By Michelle Fay Cortez
March 31 (Bloomberg) -- A cocktail of aspirin and four other generic drugs, combined in a single pill, may halve the risk of heart disease in middle-aged people, researchers said.
A study of 2,053 seemingly healthy volunteers in India shows the treatment known as a polypill may be a simple and effective way to combat heart disease, researchers said at the American College of Cardiology meeting in Florida. The pill combines a cholesterol-lowering medicine known as a statin and three blood pressure drugs with aspirin.
Heart disease is the leading cause of death worldwide, killing 17.5 million people and accounting for about one in three deaths each year, according to the World Health Organization. The reductions in blood pressure, cholesterol levels and clotting seen with the combination pill could cut the risk of heart attack, stroke and death from heart disease in half, the study funded by India’s closely-held Cadila Pharmaceuticals Ltd. and published in the journal Lancet found.
“Before this study, there were no data about whether it was even possible to put five active ingredients into a single pill,” said Salim Yusuf, from McMaster University’s population health research institute in Hamilton, Ontario. “We found that it works,” he said. “It could revolutionize heart disease prevention as we know it.”
Doctors must ensure that a single pill doesn’t lead people to abandon lifestyle choices, such as a healthy diet and regular exercise, which really benefit the heart, said Christopher Cannon, a cardiologist at Brigham and Women’s Hospital and Harvard Medical School, in an editorial. Larger, longer studies are needed to determine the most effective doses and ensure that the approach does save lives, Cannon wrote.
Prevent, Not Treat
“The study does take a first and crucial step forward and raises hope that, in conjunction with other global efforts to improve diet and exercise, the polypill could one day substantially reduce the burden of cardiovascular disease in the world,” Cannon wrote.
In the study, 400 people were given the combination pill known as Polycap and about 200 people each were put into comparison groups that received a single medication, a mixture of the blood pressure drugs or the blood pressure drugs plus aspirin. The Polycap patients had similar reductions in blood pressure and heart rate as the comparison groups, and a slightly smaller drop in cholesterol levels than those getting simvastatin, a generic version of Merck & Co.’s Zocor.
The patients had near normal levels of blood pressure, cholesterol and other laboratory markers of heart health. The researchers are studying whether the pill can prevent cardiovascular disease from developing in healthy people, rather than treating people who are already ill.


▶ Work request: Keep only the lines that hold the string "heart", filtering out the rest of the entries below.

··········

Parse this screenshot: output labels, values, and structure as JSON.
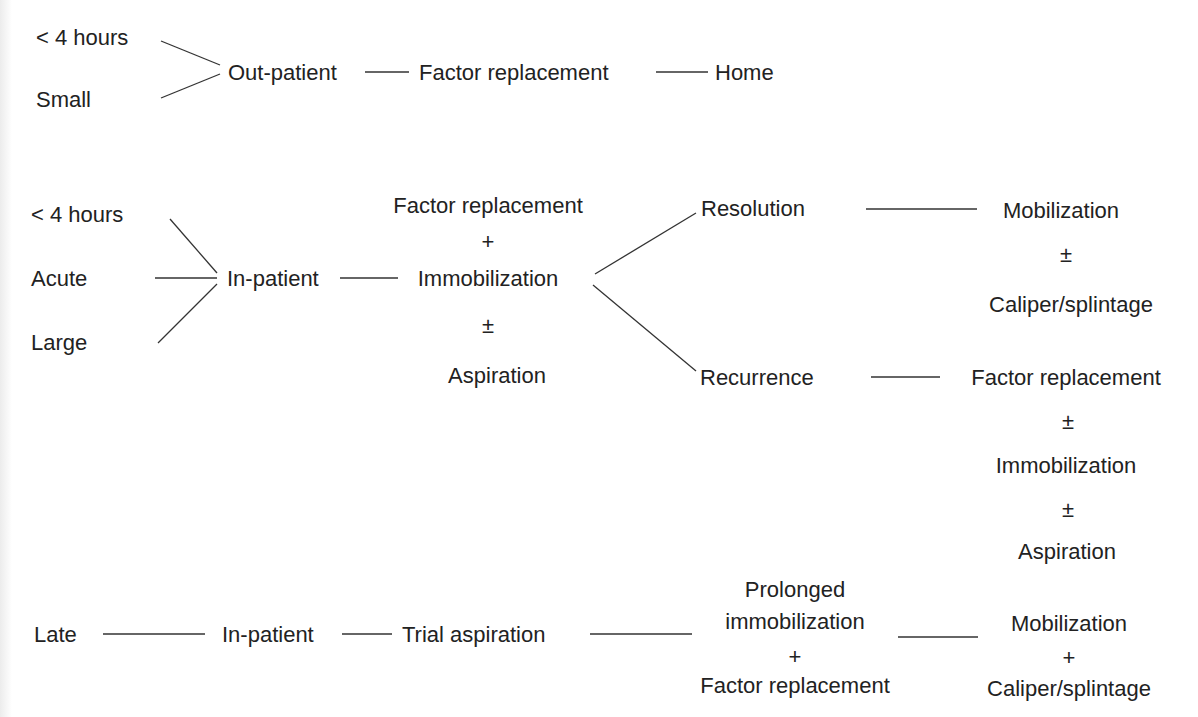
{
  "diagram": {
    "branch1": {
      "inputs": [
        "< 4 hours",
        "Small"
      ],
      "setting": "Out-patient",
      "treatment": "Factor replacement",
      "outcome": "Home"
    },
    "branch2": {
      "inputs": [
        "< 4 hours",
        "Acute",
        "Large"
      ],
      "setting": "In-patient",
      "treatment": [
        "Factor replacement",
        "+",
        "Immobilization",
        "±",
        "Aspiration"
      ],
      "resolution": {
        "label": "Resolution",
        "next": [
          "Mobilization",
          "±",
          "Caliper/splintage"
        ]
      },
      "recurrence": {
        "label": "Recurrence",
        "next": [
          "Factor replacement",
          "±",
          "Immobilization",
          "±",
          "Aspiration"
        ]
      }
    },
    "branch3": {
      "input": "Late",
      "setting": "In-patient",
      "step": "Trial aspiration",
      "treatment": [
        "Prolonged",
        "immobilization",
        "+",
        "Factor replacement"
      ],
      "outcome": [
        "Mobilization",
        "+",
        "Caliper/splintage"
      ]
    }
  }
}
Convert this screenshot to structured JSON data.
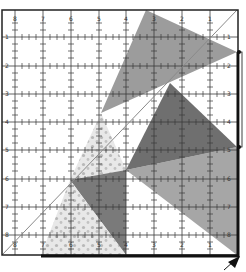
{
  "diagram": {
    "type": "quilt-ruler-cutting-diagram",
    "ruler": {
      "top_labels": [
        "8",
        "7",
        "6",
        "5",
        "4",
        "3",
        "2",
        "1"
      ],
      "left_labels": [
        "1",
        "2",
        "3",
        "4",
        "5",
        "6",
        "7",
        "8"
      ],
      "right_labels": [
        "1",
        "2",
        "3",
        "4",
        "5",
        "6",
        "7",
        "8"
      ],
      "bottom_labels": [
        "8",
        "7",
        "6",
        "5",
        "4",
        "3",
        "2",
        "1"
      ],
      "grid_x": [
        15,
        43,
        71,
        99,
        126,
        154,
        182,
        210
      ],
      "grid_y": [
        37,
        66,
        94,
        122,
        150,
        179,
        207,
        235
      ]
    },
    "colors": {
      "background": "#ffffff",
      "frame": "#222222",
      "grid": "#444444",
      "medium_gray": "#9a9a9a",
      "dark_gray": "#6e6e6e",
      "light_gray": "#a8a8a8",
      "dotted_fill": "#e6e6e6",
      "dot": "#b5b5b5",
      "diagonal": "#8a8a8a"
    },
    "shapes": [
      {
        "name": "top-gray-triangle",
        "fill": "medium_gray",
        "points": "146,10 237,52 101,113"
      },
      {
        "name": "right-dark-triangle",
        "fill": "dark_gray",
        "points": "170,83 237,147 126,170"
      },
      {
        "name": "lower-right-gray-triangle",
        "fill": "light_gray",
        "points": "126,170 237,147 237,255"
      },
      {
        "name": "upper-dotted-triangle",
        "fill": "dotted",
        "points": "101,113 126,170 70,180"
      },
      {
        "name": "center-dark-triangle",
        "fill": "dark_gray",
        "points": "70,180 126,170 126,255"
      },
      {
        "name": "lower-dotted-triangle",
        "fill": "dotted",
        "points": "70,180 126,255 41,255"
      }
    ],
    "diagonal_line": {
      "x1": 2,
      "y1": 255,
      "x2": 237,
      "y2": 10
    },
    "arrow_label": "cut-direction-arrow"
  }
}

··········

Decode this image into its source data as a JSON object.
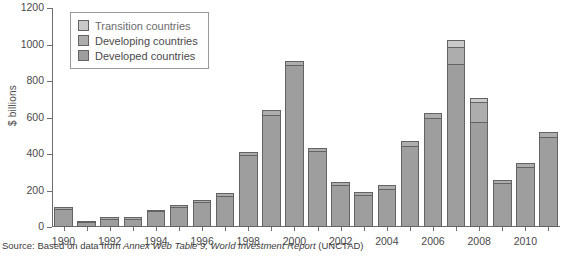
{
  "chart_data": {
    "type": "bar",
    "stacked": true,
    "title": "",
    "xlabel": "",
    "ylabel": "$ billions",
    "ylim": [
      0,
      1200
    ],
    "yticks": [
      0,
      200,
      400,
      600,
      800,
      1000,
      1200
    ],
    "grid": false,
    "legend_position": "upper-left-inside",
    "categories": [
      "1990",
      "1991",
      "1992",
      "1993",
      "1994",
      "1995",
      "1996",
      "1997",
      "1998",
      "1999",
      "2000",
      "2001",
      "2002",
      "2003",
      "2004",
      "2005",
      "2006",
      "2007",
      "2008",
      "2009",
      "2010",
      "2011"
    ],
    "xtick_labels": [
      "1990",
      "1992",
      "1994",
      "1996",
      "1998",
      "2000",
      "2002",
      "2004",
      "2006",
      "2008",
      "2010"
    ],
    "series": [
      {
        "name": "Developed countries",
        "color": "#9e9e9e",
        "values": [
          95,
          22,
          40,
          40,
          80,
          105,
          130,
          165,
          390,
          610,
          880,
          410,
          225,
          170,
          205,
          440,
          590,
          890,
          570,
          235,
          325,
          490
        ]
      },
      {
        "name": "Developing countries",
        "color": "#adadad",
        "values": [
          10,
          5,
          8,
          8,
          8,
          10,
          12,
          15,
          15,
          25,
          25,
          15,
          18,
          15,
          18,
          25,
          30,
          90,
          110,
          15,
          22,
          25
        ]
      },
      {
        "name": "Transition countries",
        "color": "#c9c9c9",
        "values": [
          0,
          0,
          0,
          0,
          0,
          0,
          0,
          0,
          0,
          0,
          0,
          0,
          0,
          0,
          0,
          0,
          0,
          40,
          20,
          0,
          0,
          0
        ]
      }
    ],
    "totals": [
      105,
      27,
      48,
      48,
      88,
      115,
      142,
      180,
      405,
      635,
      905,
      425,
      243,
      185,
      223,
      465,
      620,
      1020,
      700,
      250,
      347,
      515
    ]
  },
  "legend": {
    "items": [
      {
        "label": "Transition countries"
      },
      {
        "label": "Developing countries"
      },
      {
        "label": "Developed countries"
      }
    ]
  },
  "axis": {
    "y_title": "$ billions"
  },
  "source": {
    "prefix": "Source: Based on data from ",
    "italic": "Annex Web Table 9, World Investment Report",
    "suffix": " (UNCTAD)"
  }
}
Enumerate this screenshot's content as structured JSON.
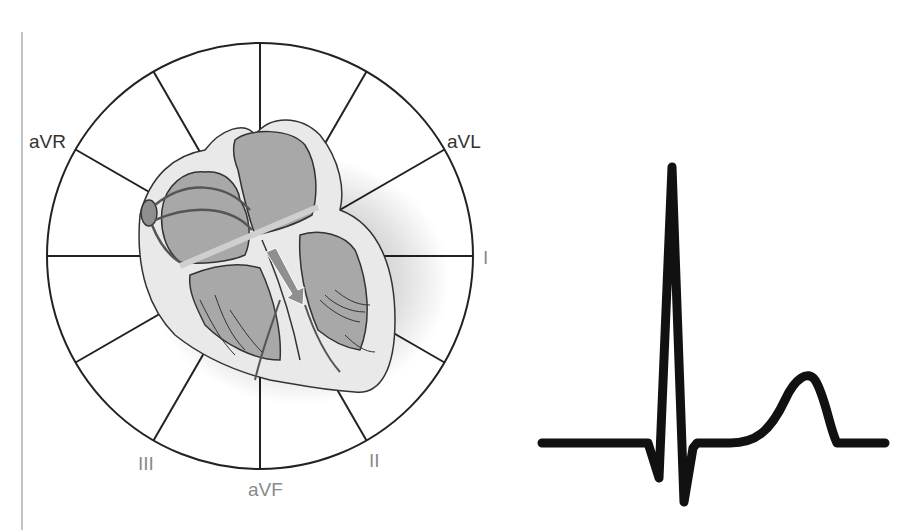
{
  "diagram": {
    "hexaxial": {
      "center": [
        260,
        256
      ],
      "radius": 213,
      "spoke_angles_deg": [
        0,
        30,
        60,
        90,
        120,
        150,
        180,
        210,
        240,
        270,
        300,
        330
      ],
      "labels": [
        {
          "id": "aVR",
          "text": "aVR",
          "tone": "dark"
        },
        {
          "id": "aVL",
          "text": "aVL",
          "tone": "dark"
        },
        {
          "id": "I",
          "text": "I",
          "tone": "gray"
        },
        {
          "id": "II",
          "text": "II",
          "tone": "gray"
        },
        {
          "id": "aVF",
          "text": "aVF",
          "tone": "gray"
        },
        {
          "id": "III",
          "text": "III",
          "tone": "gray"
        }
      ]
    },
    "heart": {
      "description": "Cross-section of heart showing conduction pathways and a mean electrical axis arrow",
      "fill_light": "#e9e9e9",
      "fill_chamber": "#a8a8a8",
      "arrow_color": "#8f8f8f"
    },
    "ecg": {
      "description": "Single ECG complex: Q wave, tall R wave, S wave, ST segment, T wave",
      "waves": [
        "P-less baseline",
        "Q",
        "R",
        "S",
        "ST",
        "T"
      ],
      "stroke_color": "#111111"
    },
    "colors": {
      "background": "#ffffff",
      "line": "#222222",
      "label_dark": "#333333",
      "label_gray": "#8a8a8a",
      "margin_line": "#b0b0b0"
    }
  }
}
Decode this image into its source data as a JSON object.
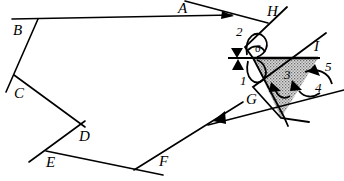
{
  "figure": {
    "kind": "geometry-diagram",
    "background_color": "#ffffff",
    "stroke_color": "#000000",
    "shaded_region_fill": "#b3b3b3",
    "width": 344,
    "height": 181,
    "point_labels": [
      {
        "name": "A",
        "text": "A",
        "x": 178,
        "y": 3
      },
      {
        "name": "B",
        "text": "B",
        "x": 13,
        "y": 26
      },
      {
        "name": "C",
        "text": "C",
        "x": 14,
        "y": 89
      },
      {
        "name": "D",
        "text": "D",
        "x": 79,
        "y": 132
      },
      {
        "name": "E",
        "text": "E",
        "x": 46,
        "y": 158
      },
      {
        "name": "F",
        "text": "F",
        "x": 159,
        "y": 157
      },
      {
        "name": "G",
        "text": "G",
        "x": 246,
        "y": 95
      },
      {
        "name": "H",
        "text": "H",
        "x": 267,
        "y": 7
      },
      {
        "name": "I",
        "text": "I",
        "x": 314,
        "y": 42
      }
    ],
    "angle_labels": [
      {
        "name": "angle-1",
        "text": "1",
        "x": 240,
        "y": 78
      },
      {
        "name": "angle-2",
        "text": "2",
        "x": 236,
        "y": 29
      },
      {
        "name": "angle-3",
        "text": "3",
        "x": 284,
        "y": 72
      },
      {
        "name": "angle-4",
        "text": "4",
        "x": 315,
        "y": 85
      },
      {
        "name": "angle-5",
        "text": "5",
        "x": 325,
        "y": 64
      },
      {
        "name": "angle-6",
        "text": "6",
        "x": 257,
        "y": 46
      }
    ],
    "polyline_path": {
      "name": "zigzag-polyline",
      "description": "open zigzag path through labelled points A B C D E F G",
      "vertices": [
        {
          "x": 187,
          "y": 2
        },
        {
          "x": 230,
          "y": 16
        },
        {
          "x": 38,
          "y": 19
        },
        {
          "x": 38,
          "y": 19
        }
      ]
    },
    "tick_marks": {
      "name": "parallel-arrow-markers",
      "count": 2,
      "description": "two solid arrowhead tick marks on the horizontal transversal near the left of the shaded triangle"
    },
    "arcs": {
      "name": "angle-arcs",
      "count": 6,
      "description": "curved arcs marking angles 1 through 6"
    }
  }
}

··········

▶ Exercise solution:
    "heart": {
      "description": "Cross-section of heart showing conduction pathways and a mean electrical axis arrow",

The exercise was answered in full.